Professor Thandika Mkandawire, the first to hold the Chair in African Development at the London School of Economics, delivered the thirty-second in the Aggrey-Fraser-Guggisberg Memorial Lecture series at the University of Ghana in 2013. In these lectures, combining with and imagination with down-to-earth political economy, he traces Africas attempts at growth and development since the independence era, her attempts at recovery from a string of serious socio-political set-backs, and advocates for the role of universities as essential agents in the drive to sustained development.
The emerging African prespective on the complex issue of structural adjustment is here analysed. It answers the major challenge for Africans themselves to lead the reform process which has been dominated by external ideas and models. The editors, two of Africa's top scholars, provide a succinct yet comprehensive synthesis of the adjustment debate from a truly African perspective, supported by thirty individual studies, twenty-five of which are from top economists and scholars from every corner of Africa. For decades now, many African countries have implemented the structural adjustment programs of the Bretton Woods Institution. And yet extreme poverty and underdevelopment continue to plague what is becoming the world's forgotten continent. Responding to this need for a new approach from within, the editors articulate a path for the future, underscoring the need to be sensitive to each other's unique history and current condition. They argue for a broader policy agenda and for a much more active role for the state within what is largely a market economy.

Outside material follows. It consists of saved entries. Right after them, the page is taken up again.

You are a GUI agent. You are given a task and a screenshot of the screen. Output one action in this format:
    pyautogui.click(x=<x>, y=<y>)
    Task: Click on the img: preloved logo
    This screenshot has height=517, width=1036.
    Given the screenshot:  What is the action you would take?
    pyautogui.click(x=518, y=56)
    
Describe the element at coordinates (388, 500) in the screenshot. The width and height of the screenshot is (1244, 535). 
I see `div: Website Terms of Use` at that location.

While the design of adjustment policies in the latter part of the 1980s has generally shown greater attention to their impact on growth and social implications, this book argues that several orthodox adjustment policies are still incongruent with long-term development in Africa. It goes on to discuss a development strategy which could lead to a much awaited economic recovery and improvement in social conditions in Africa in the 1990s drawing its conclusions from a general theoretical discussion and national case-studies.

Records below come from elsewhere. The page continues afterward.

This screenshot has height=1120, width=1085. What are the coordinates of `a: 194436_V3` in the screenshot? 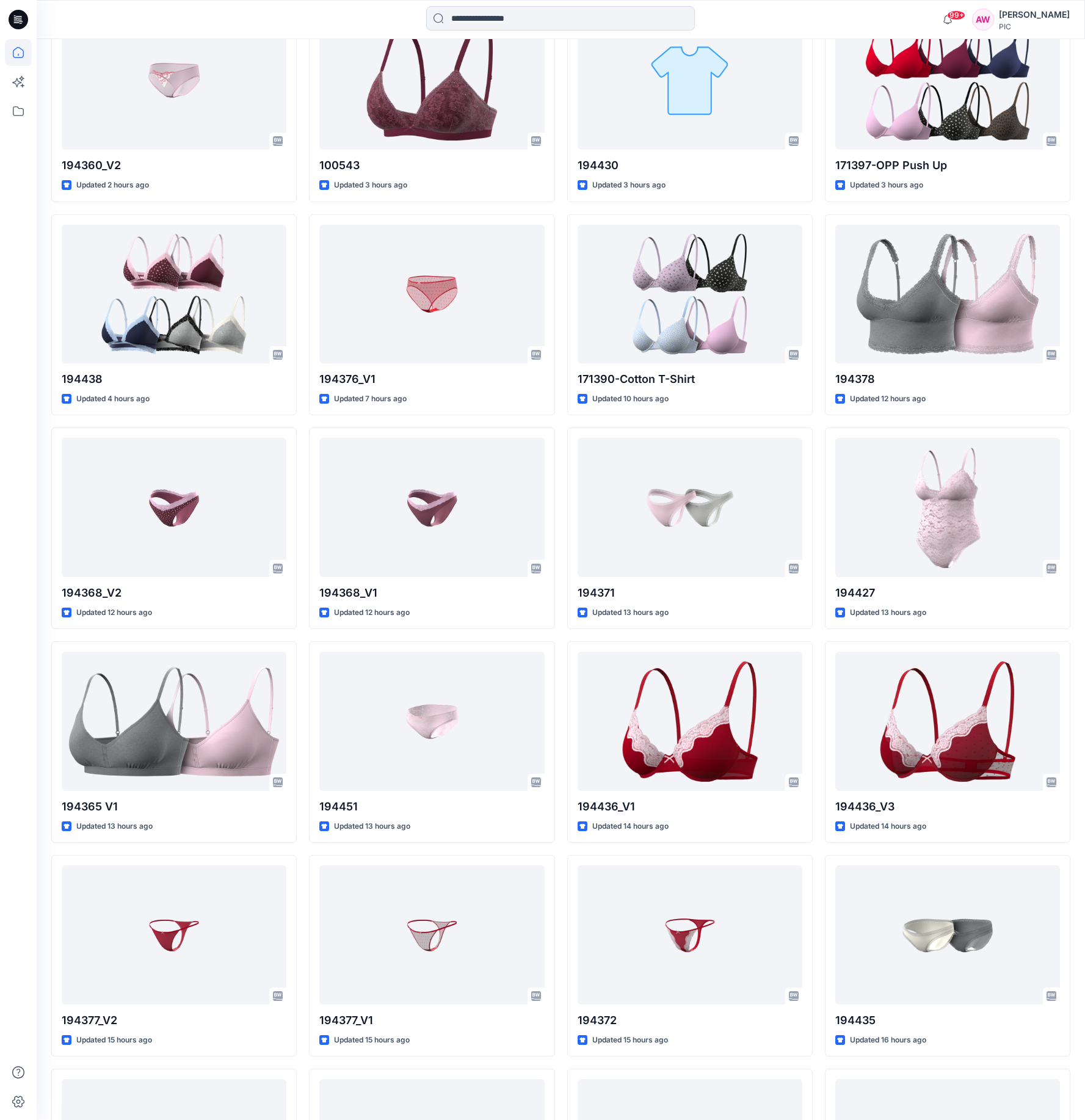 It's located at (947, 720).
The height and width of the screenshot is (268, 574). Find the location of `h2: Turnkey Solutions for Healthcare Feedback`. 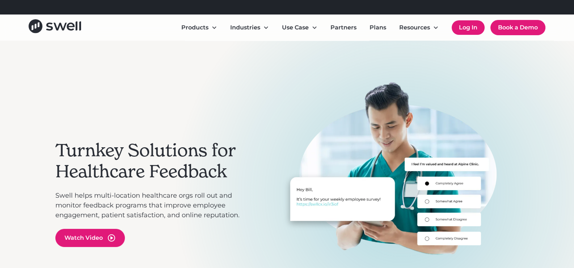

h2: Turnkey Solutions for Healthcare Feedback is located at coordinates (153, 160).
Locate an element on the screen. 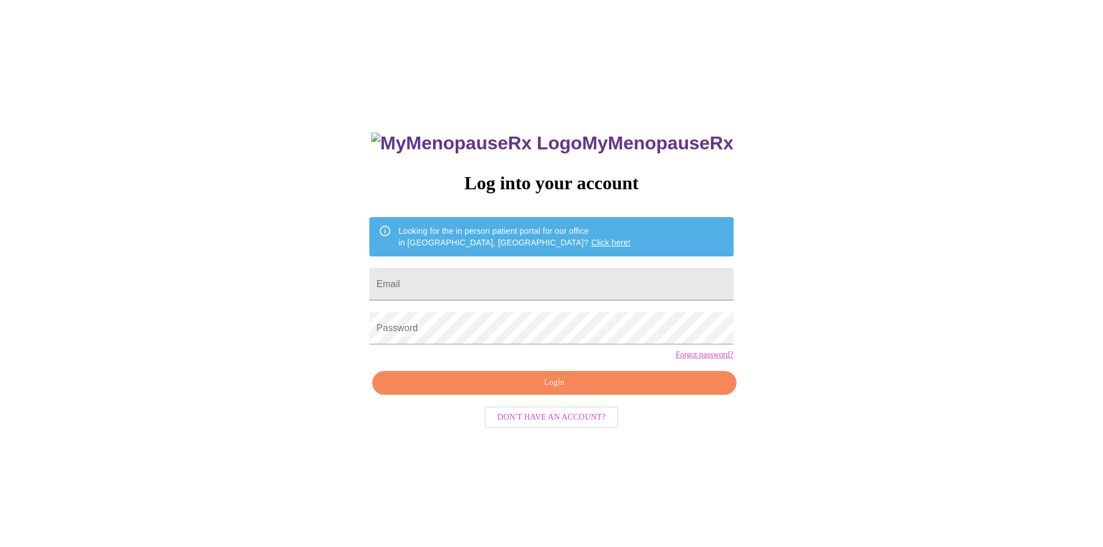 This screenshot has width=1103, height=547. h3: Log into your account is located at coordinates (551, 183).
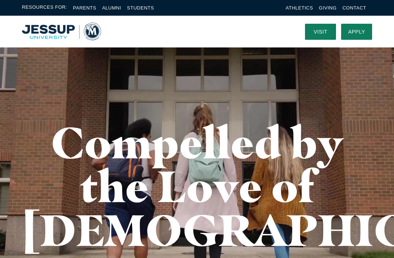 The height and width of the screenshot is (258, 394). Describe the element at coordinates (320, 32) in the screenshot. I see `a: Visit` at that location.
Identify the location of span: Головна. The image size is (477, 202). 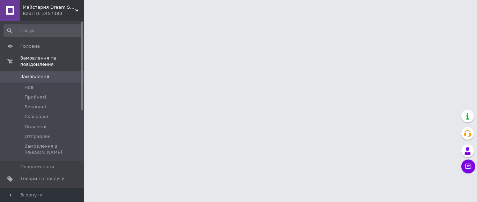
(30, 46).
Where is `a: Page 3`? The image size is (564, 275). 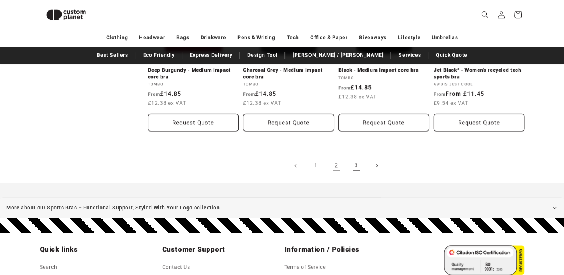
a: Page 3 is located at coordinates (356, 165).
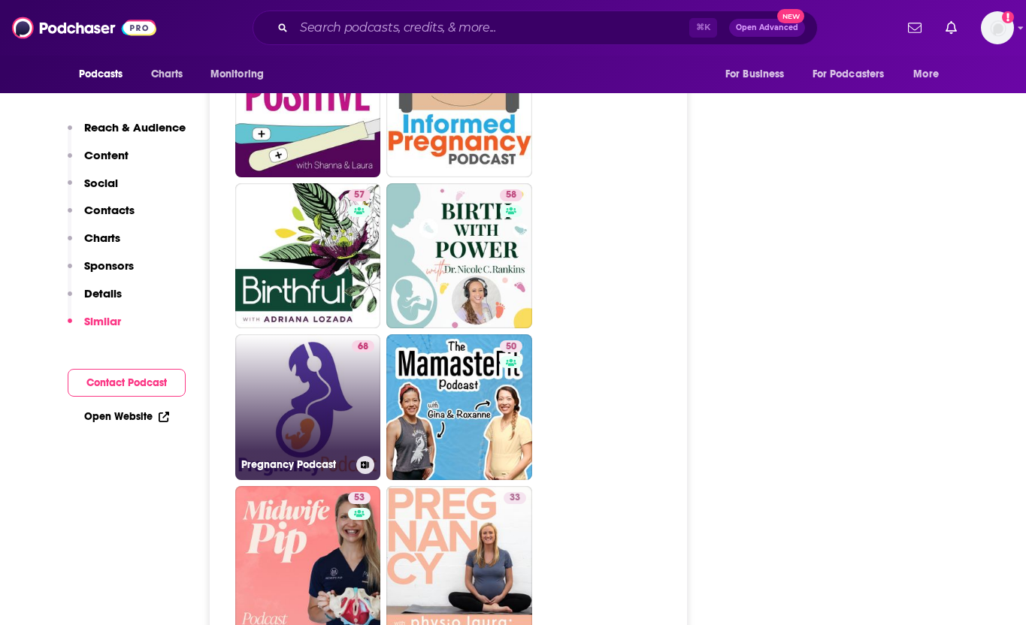 The width and height of the screenshot is (1026, 625). Describe the element at coordinates (492, 28) in the screenshot. I see `input: Search podcasts, credits, & more...` at that location.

In the nineteen 60s and 70s, the University of Dar es salaam was recognised internationally as a great academic institution, and the site of anti-colonialist, anti-imperialist, socialist studies and activism. With the onslaught of neo-liberalism beginning with Structural Adjustment Programmes in Tanzania in the mid 80s, the university was one of its prime targets; subjected to numerous pressures designed to extinguish the flames of revolutionary scholarship and activism. The establishment in 2008 of the Mwalimu Nyerere Chair on Pan - Africanism with Professor Issa Shivji as its first Chairman, and the annual Distinguished Nyerere Lectures Series inaugurating annual intellectual festivals was, in Professor Shivji's introduction to this volume of collected lectures, "the resurrection of radical Pan-Africanism at the University of Dar es salaam." The impact of the festivals and the lectures went well beyond the university community, as substantial number of the participants at these lectures and debates were citizen intellectuals, not part of the university community. The calibre of the distinguished lecturers speaks for itself; there could be no better representation of progressive African intellectuals honouring the legacy of Mwalimu Nyerere, than Professors Wole Soyinka, Samir Amin, Bereket Habte Selassie, Micere Githae Mugo and Thandika Mkandawire whose lectures are published in this book.
This analysis of South Korea's development experience can present lessons for development in the 21st century. Situating the development experience of South Korea within the framework of the capability enhancing state, this volume examines the empowering institutions and policies of South Korea between 1945 and 2000.
Thank you for visiting our website. Would you like to provide feedback on how we could improve your experience?